The "Parental Anecdote" Rule of Columnizing
Even speaking as someone with 126 emails — oh Lord, 128 since I started writing this — marked as “important and unread” that I really do intend to answer as soon as possible, which is proving to be something of a struggle, and also sort of humiliating given that some of them date back to, like, January, this claim that people are digitally wasting our time with politeness is, as the publisher of Little Brown put it this morning, pretty much the day civilization died.
But here’s the deal. For each member of your family that your column cites, it becomes doubly as dubious. (This tactic is a hallmark of columns filed by reporters on their way to SXSW or the Oscars or whatever else they have to be at while still filling up that space in our newspapers.) So in this Nick Bilton joint about etiquette and communication, which absolutely definitely has some kernels of truth, for sure, he cites his dad (angry that the kids don’t listen to voicemails) and his mom (with whom he now communicates “mostly through Twitter,” which seems to me a remarkably “weak connection” to have with a primary family member), he has doubled down on parental anecdotes.
Bilton’s point — “But many social norms just don’t make sense to people drowning in digital communication” — is a funny and not really wrong but still wacky case of blaming other people’s norms for your own helpless situation. We’re the ones doing it wrong, if we can’t get through our inboxes or texts or whatever properly.
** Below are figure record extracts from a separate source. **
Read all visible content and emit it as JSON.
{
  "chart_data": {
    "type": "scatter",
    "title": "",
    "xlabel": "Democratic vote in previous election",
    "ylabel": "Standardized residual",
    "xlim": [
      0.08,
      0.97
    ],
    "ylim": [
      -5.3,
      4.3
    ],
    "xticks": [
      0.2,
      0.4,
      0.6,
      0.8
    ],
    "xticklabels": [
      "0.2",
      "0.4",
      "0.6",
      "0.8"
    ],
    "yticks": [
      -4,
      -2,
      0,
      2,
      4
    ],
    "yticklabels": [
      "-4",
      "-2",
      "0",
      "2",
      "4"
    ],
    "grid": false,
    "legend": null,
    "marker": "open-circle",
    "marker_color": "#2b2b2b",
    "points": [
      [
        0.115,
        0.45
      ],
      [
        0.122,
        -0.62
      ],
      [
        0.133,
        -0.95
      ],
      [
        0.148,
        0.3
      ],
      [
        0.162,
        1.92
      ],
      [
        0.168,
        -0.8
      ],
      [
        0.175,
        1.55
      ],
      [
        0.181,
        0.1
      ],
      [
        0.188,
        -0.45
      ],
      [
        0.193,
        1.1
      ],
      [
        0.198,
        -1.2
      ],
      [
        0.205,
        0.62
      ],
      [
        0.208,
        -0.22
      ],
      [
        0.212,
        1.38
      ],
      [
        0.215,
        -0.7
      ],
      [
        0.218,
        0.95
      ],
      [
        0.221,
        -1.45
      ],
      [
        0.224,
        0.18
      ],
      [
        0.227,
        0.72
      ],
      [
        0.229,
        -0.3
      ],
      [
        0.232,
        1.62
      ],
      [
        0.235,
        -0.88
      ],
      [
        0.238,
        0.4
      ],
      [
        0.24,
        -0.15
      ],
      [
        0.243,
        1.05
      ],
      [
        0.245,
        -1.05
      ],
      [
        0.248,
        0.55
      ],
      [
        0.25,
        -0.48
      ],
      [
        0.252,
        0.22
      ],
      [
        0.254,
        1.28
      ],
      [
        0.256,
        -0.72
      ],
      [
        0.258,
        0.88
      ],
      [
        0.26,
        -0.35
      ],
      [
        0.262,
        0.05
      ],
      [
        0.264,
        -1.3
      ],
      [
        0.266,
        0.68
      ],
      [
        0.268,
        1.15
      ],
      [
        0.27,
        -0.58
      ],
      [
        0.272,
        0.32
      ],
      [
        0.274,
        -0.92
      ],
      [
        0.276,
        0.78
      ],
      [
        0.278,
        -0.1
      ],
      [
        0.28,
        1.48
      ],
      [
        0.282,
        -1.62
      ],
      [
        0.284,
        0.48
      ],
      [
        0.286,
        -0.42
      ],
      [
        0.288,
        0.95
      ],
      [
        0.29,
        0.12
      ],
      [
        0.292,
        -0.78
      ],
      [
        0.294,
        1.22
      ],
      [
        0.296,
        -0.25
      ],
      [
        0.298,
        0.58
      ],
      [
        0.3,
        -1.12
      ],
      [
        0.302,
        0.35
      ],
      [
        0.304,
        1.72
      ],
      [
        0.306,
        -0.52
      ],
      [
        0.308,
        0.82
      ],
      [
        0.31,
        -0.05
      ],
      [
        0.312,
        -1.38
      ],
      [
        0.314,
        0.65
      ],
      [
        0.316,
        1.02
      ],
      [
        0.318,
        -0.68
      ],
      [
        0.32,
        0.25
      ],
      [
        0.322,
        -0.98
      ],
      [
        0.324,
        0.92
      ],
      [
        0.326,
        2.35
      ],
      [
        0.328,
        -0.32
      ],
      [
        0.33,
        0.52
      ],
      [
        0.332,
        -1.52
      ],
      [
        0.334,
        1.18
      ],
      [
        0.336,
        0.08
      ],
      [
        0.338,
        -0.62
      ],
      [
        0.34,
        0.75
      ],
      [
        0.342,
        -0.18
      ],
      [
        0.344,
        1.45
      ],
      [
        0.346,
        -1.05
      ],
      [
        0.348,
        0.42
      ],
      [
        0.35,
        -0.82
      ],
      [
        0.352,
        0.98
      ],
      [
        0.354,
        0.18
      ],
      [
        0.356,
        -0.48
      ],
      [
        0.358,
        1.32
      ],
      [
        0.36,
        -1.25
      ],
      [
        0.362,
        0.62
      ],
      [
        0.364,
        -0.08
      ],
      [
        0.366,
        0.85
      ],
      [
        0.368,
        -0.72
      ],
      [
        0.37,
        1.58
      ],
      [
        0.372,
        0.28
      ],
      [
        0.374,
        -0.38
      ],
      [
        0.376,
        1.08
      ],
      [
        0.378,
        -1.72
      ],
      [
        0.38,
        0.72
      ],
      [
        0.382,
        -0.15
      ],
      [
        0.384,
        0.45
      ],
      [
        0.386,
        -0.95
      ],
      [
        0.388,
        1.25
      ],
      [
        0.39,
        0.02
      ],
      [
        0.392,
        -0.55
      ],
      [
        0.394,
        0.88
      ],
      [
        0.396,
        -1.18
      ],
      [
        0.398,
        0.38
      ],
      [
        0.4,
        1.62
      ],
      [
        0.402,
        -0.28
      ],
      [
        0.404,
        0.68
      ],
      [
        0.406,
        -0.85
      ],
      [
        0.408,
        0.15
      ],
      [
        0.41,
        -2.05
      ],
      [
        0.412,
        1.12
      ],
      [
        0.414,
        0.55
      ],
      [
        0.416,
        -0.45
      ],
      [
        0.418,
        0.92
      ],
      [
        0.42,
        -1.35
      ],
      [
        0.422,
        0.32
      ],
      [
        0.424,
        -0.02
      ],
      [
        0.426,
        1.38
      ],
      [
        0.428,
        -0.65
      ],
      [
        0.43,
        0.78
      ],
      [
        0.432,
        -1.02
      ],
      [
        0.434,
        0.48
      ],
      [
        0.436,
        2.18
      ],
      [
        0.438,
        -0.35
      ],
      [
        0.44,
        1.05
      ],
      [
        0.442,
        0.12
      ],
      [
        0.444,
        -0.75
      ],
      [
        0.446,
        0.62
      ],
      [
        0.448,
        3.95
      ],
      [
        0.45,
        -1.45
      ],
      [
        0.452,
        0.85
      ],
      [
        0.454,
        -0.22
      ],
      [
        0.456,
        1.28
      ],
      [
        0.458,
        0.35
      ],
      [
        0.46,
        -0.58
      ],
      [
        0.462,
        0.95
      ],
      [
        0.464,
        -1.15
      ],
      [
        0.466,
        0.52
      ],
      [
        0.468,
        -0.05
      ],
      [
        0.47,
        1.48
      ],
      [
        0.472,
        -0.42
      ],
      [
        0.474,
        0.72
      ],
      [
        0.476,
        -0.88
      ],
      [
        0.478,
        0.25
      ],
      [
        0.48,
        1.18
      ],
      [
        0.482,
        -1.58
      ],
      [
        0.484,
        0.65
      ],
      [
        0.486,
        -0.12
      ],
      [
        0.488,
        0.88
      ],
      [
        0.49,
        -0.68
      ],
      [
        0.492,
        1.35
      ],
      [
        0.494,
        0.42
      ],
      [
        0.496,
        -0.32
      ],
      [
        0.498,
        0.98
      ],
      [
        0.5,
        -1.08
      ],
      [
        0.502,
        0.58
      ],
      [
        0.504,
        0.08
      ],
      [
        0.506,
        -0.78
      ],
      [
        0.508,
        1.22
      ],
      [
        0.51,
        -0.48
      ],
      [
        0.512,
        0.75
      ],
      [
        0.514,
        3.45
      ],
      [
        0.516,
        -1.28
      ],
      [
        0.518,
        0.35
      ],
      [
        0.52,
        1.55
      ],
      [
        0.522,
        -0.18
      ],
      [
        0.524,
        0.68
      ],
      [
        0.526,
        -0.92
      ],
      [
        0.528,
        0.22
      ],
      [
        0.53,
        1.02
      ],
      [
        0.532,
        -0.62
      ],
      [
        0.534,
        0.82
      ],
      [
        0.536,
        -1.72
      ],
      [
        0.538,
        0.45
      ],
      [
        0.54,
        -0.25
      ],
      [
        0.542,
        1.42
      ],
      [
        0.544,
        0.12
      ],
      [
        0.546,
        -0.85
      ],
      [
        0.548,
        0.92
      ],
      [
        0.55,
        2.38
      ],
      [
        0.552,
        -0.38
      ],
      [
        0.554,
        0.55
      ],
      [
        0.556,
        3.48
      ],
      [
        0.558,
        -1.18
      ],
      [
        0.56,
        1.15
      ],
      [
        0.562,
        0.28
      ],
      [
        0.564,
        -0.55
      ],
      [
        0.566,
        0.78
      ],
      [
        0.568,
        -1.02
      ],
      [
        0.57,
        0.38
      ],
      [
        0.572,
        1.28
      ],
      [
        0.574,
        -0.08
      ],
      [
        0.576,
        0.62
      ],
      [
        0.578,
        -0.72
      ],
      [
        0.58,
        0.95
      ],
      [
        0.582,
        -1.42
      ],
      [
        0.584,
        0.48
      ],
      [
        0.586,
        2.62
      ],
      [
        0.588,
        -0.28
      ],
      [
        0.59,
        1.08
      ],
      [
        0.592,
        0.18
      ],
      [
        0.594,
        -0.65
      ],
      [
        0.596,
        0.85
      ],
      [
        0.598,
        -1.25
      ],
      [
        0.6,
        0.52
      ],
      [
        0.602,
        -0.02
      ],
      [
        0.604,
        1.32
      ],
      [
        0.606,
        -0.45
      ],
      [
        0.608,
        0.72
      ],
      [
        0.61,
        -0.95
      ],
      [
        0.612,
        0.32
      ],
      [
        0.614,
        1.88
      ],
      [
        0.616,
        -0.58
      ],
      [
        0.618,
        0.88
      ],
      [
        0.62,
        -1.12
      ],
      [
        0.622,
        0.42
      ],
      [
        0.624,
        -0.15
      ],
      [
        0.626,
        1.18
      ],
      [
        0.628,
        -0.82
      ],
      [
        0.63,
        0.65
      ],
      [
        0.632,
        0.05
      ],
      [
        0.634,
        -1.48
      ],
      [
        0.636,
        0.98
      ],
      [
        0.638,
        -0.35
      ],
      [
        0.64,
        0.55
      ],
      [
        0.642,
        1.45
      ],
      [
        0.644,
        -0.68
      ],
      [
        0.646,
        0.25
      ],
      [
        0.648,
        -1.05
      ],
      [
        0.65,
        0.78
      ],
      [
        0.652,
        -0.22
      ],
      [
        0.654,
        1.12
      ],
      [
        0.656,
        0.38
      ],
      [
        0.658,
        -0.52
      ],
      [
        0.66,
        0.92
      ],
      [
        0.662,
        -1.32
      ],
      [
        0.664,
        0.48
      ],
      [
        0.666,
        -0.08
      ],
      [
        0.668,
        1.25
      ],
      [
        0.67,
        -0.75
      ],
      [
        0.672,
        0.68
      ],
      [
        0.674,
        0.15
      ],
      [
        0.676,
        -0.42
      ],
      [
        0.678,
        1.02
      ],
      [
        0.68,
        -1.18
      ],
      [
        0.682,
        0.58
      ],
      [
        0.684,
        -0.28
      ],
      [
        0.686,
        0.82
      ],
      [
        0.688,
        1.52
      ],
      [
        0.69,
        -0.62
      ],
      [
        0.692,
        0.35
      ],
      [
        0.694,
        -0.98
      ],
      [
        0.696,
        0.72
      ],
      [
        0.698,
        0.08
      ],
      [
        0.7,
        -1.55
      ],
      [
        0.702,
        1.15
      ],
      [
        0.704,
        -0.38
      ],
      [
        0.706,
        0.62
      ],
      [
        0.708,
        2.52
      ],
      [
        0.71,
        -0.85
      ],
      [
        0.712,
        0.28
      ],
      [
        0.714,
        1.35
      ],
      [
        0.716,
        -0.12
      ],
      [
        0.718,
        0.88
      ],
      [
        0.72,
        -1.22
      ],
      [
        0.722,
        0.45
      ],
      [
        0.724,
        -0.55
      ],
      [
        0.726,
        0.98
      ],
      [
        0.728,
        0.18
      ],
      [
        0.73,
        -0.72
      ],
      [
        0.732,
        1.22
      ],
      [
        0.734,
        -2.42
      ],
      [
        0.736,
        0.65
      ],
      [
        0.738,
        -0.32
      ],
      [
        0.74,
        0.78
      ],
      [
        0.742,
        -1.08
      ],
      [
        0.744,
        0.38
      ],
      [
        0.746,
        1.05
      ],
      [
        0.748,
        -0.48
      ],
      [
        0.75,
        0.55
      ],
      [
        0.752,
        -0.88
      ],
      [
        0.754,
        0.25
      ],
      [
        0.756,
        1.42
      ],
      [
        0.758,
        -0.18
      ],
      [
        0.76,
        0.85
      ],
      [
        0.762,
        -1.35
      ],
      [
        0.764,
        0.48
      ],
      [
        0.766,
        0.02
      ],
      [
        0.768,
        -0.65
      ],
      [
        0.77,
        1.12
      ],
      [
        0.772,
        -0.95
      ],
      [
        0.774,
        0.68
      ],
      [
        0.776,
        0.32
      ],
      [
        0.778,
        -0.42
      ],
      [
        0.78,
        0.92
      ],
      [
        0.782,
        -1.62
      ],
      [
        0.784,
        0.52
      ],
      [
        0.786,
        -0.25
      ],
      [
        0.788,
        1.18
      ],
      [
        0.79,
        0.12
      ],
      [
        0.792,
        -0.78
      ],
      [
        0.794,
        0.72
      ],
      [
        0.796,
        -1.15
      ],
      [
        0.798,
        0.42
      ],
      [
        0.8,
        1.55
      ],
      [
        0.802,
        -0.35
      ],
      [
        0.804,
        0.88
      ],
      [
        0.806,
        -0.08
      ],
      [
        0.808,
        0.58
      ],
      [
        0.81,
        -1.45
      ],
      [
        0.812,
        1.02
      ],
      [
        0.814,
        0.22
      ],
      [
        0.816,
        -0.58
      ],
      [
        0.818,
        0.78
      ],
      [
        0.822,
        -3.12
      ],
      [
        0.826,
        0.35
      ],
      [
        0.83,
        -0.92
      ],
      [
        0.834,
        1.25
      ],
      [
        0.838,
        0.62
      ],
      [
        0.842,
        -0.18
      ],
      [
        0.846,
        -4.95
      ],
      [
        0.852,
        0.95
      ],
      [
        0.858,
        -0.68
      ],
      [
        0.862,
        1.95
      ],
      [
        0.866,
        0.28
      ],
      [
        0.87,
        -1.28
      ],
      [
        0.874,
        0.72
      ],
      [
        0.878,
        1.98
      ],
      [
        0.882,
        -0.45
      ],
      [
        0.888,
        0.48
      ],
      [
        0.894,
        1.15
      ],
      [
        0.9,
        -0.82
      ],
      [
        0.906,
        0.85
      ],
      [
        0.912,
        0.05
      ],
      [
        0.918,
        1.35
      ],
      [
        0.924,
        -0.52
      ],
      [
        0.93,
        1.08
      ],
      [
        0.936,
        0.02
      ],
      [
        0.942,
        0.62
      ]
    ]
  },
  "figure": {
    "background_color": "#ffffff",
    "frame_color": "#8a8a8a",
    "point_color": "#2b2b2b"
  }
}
And the norms vary farther than we may expect. A voicemail, in the real world, is not actually an “impolite way of trying to connect with someone.” It’s perhaps inefficient in many cases, but outside of our bloggy ridiculous bubble, there are actually entire industries whose work is transacted by telephone, where email is limited to “Hey, just left you a voicemail, call me when you can.” That is because these real people work in businesses who actually matter, where real money changes hands, and where lawyers are regularly involved. You still can’t subpoena a phone conversation. Though great news: surely Google Glass will change all that.